But the result of the upgrades yields on average a ten percent increase in performance. And that hardly solves network issues.

Historically, server speeds have been much faster than the networks speeds.

In 1995 server throughput was topping 200 Mbps, while the network was lagging around 100 Mbps. As an IT manager, the concern was getting a big enough pipe to the Internet or setup multiple networks to resolve their internal network issues. However with the development
of Gigabit Ethernet and Fiber Optic networks, network throughput speeds have eclipsed server throughput speeds by an order of magnitude.

This has changed the game.

Neither the general purpose server manufacturers or the storage specialists have been able to provide systems with throughput which comes close to matching user demand and eliminating the server?s input/output (I/O) bottleneck.

With upgrades, new networks are capable of delivering information at about 2000 Mb/s. However, the average server can only handle about 200 Mb/s.

So the bottlenecks shift from the network to the servers.

A Bit of History


All of today?s servers are based on the computational architecture that Dr. von Neumann invented over 45 years ago while working on top-secret government projects. The von Neumann architecture is very good at managing computational processes and insuring data integrity; however due its core architectural design, it has a number of inherent checks and balances in the system that effectively throttles data throughput.

This disparity has forced corporations to continually increase the number of servers they have to match the bandwidth capabilities of their network.

But, by adding more and more servers to the network, IT managers faced a series of execution and profitability obstacles ranging from the skyrocketing cost of storage to server management
difficulties.

A new type of architecture?

A Silicon Valley start-up named BlueArc is touting new technology that addresses these issues. They have broken away from the legacy von Neumann architecture and built a server and storage system specifically designed for high-speed data transfer. They have approached the problem in much the same manner that Cisco did back in the late eighties. Like Cisco, BlueArc?s ideology has migrated away software dependence and shifted to a hardware center approach; their product, SiliconServer Si7500, accomplishes all data movement via a hardware chipset. BlueArc?s CTO and founder, Dr. Geoff Barrall, touts that this paradigm shift enables the SiliconServer to attain throughput rates in excess of 2000 Mb/s (Speeds equal to that of Gigabit Ethernet and Fiber speeds).

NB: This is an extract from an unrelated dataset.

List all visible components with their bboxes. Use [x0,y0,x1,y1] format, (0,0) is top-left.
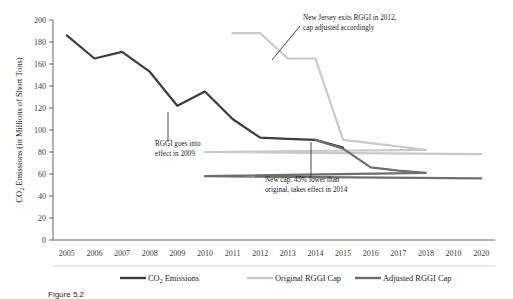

If we look at other companies who have taken the hardware approach, the yearly increase in performance is in the 45% to 75% range. This means 10 Gigabit/sec is right around the corner and 100 Gigabit/sec is possible within five years.

Although the network has traditionally been the weakest link in the data delivery chain and the scapegoat for many an IT manager, Gigabit Ethernet and Fiber Optic networks eliminate the network bottleneck and expose a new problem, the server I/O bottleneck. The lesson for today is to stop blaming your network and place the blame where it should be, on your servers.